Free CRAZY Essay Sample
Dear Professor, I can’t believe you didn’t screen the film C.R.A.Z.Y which revolves around the second youngest son in a family of five sons who struggles to come to terms with his sexual identity and a desire to be normal as his tumble brothers. Zachary born on 25th of December 1960 feels disconnected to his brothers who appear to be different from each other in character. The story revolves around a family disintegrated by family indifference that forms the background of Quebec films. To his mother, Zachary was like a miracle son touched by God since he shares the same birth day as Jesus Christ. Despite her mothers pride about this day, Zac has always hated the idea. His father on the other hand, to his father, he is a young man who more than anything should develop to be a man and not a sissy. As the boy grows into an adult, he finds it hard to live up to the ideas of mother or father.
The film C.R.A.Z.Y directed by Jean Marc Vallee explores around an object that is most important. His point is organized in a way that it encompasses an important whole. His themes incorporate structural coherence that exhibited in Quebec’s culture. He focuses on religion as a product of historical forces and the result of power games. Through religion, the movie expresses the legitimate offspring and the church and holy mother. The film C.R.A.Z.Y enlists religious beliefs and how it affects a country’s population that begins at the family level. The end of the films portrays the end of a period that is also elicited in Marshall’s approach to Quebec national cinema. In the book Quebec National Cinema, Marshall assumes the existence of particularity. His reflexive book focuses on problems and the conceptualization of particulars based on nationhood. He expresses his sympathy to Quebec’s nationhood based on hegemonic potential. Like the movie C.R.A.Z.Y, Quebec cinema talks about authentic issues from the local cultural perspective to provide the funding structures, cultural industries and neo-colonizing forces.
This French-Canadian film highlights different genres such as dysfunctional family and gay issues thus portraying how a nation should look like and its national identities. We realize that at birth, Zac was dropped on his head and survived the fall. His mother therefore thinks that he posses healing powers. She bases her belief in the fact that Zac as Jesus Christ, were born on 25th of December. Religious belief is key factor that identifies a nation. He develops a special relationship with his father whom they always spend time together while driving in a car together listening to blaring music. In his later years, his father begins to think that he is turning out to be soft.
The family seems broken apart because everybody acts differently. After breaking his Dad’s record collection, Zachary tries to win his love back amid the ambivalent relationship he has with his tattooed brother. The father son relationship is similar to that people wince over when their presence is felt. This encompasses the debate in the Canadian culture. We see in the film that Zachary’s dad often insisted on singing at every family function and further insists on being idealized by his sons.
Multiculturalism in Canadian cinema is depicted by the fact that the film C.R.A.Z.Y encompasses two decades of the 70s and 80s through the use of music from a ray of singers. Zac is depicted to fantasize about levitating in church and sympathizing with the devil. The change through decades is also depicted by Zachary’s various hair styles and cloth transformations. As a teenager, the film depicts much stuff that young people can relate to. Such things involve agonizing about attraction another man, being in love with one’s cousin and sneaking to smoke cigarettes.
Unlike the English cinema, Marshal historically and theoretically gives account of Quebec cinema as producing and envisioning the nation. Through this, he is able to identify elements of faultiness in the cinema. These elements include time, space, identity and recognition. The writer’s master problematic approach is informed by the concept of imagined community and conversations of personal identity. Marshal outlines a variety of factors that influence film production, reception and articulation of cultural identity.
The film asks about the kind of identity articulated by the people of Quebec in their film. This is done through Zac’s search of identity as a homosexual. He is torn between wanting to make his father see him as a man and not a sissy. The book Quebec National Cinema by Marshal, explains the problems faced by Quebec’s national cinema. He also highlights the following paradigms such as post-modernity, modernity, heterogeneity, auterism and realism as affecting the national cinema.
In his modernity and post-modernity chapter and in trying to create a connection of one’s individual to history, Marshal indicates that as from 80’s the cinema in Quebec became less concerned with a nation’s self determination. All the concentration was directed toward the family as the starting point of a nation’s well being. He observes cultural and global flows in communication. Modernity and post-modernity are articulated in four different variations i.e. the city, diagnostic, memory and pastiche. In Quebec’s cinema, nuclear family and homosexuality have been used to express national tension. And thus Marshall provides a comprehensive analysis of cultural and historical phenomenon to support his explanation of Quebec cinema. The cinema not only provides the basis of reference and methodology, but also provides an appetite for further research.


● EXERCISE: All lines in the material below that hold "being" should be found and copied.

● GIVEN DATA:
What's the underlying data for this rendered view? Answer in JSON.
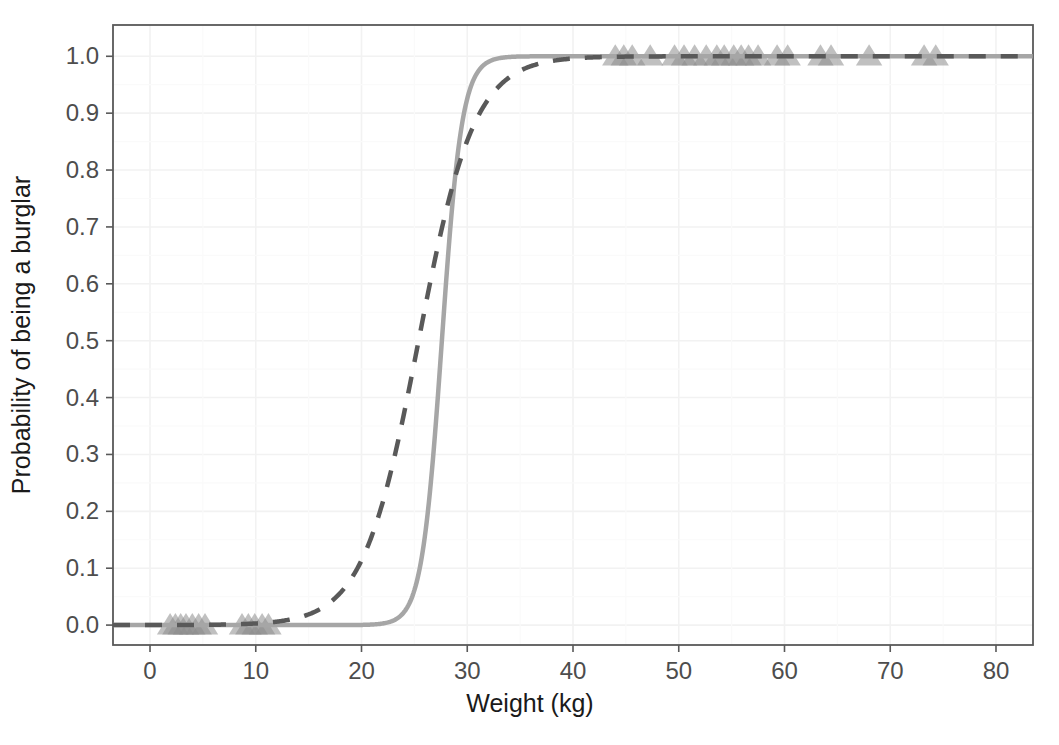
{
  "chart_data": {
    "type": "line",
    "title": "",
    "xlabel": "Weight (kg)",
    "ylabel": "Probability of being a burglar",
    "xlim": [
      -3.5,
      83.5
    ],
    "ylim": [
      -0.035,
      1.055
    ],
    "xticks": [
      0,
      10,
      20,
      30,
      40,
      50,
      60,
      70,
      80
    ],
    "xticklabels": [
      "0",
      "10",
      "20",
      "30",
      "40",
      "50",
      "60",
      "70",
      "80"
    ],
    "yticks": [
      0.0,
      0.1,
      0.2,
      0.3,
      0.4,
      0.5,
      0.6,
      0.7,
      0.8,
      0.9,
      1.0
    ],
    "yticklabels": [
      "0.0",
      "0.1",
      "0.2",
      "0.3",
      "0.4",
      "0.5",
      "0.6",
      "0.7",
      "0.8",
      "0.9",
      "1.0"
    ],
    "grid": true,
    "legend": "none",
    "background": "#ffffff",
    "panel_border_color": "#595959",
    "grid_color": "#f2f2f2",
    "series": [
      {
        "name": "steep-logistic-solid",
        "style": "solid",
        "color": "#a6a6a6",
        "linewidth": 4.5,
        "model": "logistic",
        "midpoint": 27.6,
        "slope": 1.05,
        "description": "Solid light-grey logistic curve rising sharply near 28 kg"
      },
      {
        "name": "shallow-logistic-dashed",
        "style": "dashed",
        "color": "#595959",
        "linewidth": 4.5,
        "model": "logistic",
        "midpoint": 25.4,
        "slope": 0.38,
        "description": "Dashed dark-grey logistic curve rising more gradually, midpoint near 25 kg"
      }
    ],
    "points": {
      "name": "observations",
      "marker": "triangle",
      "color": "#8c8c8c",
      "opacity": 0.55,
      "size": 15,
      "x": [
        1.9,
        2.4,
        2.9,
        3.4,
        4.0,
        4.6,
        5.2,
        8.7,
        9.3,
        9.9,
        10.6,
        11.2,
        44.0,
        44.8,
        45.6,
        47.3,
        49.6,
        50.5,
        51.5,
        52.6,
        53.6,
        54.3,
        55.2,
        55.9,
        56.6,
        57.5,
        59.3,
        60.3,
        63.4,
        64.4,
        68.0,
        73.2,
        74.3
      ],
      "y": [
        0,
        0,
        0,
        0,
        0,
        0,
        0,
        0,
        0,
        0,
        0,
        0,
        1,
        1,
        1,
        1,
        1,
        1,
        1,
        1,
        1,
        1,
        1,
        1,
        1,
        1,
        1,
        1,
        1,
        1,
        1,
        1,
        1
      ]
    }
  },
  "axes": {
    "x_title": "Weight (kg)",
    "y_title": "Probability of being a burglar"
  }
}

==

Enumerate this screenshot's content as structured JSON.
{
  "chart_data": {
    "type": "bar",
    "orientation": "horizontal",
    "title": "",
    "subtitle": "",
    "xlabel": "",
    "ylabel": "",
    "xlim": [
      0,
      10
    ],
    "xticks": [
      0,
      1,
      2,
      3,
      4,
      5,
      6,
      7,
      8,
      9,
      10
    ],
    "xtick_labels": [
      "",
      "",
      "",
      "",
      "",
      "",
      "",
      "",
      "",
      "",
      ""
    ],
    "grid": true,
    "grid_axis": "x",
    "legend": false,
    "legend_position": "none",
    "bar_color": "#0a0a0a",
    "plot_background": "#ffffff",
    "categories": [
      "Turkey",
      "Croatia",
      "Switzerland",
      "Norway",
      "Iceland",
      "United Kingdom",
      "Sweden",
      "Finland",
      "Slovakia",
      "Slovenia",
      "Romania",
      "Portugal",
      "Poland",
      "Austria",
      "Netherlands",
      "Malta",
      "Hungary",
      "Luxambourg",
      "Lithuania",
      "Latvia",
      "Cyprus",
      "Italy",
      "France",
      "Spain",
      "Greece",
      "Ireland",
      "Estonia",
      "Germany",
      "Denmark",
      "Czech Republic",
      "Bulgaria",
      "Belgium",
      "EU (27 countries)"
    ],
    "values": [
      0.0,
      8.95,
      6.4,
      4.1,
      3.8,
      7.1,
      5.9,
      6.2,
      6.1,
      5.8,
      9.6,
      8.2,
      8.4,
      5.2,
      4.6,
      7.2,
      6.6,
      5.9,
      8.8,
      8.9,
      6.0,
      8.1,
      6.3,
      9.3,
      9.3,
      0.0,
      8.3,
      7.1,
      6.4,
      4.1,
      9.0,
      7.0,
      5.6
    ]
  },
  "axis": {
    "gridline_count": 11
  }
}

==

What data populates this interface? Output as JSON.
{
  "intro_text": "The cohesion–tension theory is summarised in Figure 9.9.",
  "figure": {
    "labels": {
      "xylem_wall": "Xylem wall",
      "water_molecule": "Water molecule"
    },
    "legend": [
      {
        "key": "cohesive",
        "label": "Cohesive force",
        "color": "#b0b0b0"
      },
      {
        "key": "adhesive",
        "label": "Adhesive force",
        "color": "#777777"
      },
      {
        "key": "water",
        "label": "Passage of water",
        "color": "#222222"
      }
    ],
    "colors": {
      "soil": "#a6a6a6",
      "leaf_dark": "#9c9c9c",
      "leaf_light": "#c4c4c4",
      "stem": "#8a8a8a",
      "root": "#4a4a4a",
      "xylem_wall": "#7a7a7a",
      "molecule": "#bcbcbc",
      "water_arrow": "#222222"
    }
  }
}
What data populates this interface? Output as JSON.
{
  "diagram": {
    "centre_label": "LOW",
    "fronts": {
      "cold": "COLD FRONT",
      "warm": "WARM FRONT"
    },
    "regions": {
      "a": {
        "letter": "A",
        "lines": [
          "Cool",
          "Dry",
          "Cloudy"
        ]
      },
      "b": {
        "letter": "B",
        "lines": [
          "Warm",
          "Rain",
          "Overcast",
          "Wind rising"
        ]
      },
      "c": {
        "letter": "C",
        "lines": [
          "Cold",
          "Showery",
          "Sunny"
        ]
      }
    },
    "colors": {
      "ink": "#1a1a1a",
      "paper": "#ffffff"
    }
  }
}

● TASK RESPONSE:
    "ylabel": "Probability of being a burglar",
    "y_title": "Probability of being a burglar"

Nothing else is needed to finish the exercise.